New College Graduates Fare Better In Job Market As Earlier Classes Struggle

Hiring Is Up For The Class Of 2011, But Previous Classes Still Struggle

Two years after the end of the Great Recession, the job market remains bleak, with millions unable to find work or no longer bothering to look.

The picture has been especially discouraging for new college graduates, who have found themselves joining a workforce with fewer and fewer jobs to go around. In something of a turnabout, however, 2011's college graduates are finding the job market a bit more welcoming than the class before them did -- a trend made possible by high corporate profits this year, one of the few sectors of the economy to perform strongly in recent months.


Hiring of new college grads is up 10 percent this year
, Bloomberg Businessweek reports, with many of the new jobs going to students who have a business background. Analysts anticipated this trend in the early months of 2011, noting that not only did more companies say they had plans to hire new graduates this year, but starting salaries for these new hires would be greater than in 2010.

By contrast, hiring of new grads changed little between 2009 and 2010, and many of the graduates from these years are still struggling to find work.

The market for 2011 grads is by no means booming. But hiring is up, and much of it is taking place at large companies, according to figures from the Society for Human Resource Management. These findings align with recent surveys from both Gallup and the National Federation of Independent Businesses showing that hiring outlook remains weak among small business owners.

The bump in hiring for recent college grads also dovetails with a recent study from the Labor Department, which found that having a bachelor's degree represents a significant advantage in the job market. Unemployment among people who hold at least a bachelor's is only 4.3 percent, compared with the national average rate of 9.1 percent.

For people with associate degrees, or incomplete coursework toward a bachelor's, unemployment rises to 8.3 percent. And among those who only have a high school degree, unemployment is slightly higher than the national rate, at 9.3 percent.

Still, while the jobs picture has improved somewhat for the college graduates of 2011, men and women who graduated in 2009 and 2010 continue to have difficulty breaking into the workforce. Companies are more likely to hire an applicant straight out of school than one who has been unemployed for some time.

This pattern in the job market, which increases the chances that a person out of work for six months or longer will remain out of work, is one of the things Obama's upcoming jobs plan will reportedly address, according to the Wall Street Journal.

The president has said that the preference among employers for job applicants who have only been out of work a relatively short time "makes absolutely no sense," and implied that it is a form of discrimination.

Bloomberg notes that many of the new hires among the class of '11 have plans to get into finance -- albeit in a roundabout way, since a large number of them are being hired for accounting positions. But the financial industry is confronting problems of its own.

Profits are down and layoffs are on the rise, and employees with the least seniority -- which would certainly include any members of the class of '11, newly part of the workforce -- are often at the greatest risk of having their job terminated.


WHAT YOU NEED TO DO =
Everything from the line containing "Detect 'tree' in this 1024 x 768 screenshot." through the last line of the material below is to be copied exactly, ends included.

THE DATA =
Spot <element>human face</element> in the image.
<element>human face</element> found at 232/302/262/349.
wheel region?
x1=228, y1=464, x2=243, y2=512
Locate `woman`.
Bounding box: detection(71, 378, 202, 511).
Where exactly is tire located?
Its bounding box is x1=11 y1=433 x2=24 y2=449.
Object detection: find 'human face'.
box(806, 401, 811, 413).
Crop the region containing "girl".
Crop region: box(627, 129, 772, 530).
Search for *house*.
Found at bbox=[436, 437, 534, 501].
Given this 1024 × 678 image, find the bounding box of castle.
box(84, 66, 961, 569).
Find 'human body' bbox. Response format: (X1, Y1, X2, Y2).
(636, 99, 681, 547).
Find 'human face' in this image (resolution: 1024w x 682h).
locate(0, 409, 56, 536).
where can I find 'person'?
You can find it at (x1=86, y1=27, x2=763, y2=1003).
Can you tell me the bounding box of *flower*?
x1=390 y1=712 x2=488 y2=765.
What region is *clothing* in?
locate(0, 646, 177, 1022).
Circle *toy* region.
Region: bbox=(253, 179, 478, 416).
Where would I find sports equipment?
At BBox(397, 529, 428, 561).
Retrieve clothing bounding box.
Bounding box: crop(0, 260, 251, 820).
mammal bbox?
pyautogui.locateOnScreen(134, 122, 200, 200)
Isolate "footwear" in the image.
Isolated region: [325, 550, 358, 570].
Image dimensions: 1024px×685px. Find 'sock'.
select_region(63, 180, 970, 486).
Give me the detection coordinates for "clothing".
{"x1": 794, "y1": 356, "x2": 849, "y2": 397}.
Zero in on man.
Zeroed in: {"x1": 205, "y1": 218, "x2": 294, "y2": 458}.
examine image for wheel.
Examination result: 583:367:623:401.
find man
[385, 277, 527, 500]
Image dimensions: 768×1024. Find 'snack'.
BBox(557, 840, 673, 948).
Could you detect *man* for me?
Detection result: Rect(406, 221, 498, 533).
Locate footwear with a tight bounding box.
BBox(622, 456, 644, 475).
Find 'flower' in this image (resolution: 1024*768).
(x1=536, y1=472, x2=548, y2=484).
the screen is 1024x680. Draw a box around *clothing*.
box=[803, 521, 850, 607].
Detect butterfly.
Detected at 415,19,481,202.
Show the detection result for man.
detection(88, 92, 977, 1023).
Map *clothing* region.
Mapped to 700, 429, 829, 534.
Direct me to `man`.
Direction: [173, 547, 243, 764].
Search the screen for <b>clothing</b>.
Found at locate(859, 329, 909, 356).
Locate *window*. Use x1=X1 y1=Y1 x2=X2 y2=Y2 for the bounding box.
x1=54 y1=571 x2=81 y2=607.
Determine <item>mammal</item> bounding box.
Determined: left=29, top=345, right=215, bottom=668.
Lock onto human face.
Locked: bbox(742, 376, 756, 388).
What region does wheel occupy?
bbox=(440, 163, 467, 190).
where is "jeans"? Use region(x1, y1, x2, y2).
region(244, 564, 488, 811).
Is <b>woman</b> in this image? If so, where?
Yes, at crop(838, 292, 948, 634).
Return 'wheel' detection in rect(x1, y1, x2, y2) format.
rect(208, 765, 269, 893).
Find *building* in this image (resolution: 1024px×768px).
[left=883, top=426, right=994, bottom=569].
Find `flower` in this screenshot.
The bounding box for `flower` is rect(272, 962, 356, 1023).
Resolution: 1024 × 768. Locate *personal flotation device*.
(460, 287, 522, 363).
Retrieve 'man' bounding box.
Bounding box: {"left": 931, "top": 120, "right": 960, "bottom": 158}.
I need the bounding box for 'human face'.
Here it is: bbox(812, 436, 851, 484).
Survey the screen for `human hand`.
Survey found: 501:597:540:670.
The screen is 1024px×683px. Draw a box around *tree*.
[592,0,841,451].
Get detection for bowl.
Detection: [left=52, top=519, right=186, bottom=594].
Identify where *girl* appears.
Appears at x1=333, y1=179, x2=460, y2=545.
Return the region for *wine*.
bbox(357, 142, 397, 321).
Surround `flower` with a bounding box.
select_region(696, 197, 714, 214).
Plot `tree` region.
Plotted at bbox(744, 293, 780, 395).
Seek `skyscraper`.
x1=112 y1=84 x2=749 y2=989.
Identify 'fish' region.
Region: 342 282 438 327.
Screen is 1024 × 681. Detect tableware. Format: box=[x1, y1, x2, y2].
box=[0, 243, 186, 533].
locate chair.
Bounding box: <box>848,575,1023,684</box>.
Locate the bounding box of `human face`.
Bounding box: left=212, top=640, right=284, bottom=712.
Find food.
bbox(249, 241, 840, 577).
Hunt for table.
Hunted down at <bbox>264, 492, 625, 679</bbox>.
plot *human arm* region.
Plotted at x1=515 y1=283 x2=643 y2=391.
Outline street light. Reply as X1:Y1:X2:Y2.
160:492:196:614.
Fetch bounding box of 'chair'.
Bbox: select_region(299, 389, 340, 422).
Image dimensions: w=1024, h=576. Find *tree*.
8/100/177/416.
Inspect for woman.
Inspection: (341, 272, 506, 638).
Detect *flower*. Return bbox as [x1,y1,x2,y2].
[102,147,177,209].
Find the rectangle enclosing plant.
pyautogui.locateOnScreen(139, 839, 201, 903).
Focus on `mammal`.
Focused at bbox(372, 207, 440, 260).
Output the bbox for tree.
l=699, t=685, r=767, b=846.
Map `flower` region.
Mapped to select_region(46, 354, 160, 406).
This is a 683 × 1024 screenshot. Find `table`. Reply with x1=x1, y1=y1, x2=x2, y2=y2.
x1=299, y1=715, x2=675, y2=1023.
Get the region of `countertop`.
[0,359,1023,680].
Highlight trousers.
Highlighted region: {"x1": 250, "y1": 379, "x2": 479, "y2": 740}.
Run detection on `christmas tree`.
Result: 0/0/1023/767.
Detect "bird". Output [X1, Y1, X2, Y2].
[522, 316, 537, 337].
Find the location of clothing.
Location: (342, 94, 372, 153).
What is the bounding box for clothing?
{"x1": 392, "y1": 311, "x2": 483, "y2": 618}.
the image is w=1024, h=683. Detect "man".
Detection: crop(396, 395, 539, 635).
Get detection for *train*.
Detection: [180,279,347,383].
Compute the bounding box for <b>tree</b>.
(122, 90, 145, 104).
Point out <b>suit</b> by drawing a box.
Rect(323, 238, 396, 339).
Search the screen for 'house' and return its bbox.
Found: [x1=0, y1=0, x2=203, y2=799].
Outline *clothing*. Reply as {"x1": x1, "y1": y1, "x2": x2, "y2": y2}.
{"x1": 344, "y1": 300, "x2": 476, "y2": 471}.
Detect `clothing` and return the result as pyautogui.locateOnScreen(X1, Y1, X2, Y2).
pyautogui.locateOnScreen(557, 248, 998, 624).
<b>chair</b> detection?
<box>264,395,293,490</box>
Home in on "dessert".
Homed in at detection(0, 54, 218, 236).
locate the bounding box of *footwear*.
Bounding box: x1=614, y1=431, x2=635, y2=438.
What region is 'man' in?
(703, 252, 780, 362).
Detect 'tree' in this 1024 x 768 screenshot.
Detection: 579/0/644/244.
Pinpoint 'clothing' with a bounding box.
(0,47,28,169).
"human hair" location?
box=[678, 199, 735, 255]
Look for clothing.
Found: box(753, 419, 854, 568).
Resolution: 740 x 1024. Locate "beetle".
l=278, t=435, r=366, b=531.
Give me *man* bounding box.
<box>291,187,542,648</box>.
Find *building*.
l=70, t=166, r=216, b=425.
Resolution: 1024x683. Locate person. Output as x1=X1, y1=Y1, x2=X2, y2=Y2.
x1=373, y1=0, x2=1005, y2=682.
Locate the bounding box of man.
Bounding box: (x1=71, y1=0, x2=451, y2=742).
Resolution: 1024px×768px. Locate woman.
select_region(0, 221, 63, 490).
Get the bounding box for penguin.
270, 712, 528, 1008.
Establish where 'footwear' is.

ANSWER BELOW =
Detect 'tree' in this 1024 x 768 screenshot.
Detection: 579/0/644/244.
Pinpoint 'clothing' with a bounding box.
(0,47,28,169).
"human hair" location?
box=[678, 199, 735, 255]
Look for clothing.
Found: box(753, 419, 854, 568).
Resolution: 740 x 1024. Locate "beetle".
l=278, t=435, r=366, b=531.
Give me *man* bounding box.
<box>291,187,542,648</box>.
Find *building*.
l=70, t=166, r=216, b=425.
Resolution: 1024x683. Locate person. Output as x1=X1, y1=Y1, x2=X2, y2=Y2.
x1=373, y1=0, x2=1005, y2=682.
Locate the bounding box of man.
Bounding box: (x1=71, y1=0, x2=451, y2=742).
Resolution: 1024px×768px. Locate woman.
select_region(0, 221, 63, 490).
Get the bounding box for penguin.
270, 712, 528, 1008.
Establish where 'footwear' is.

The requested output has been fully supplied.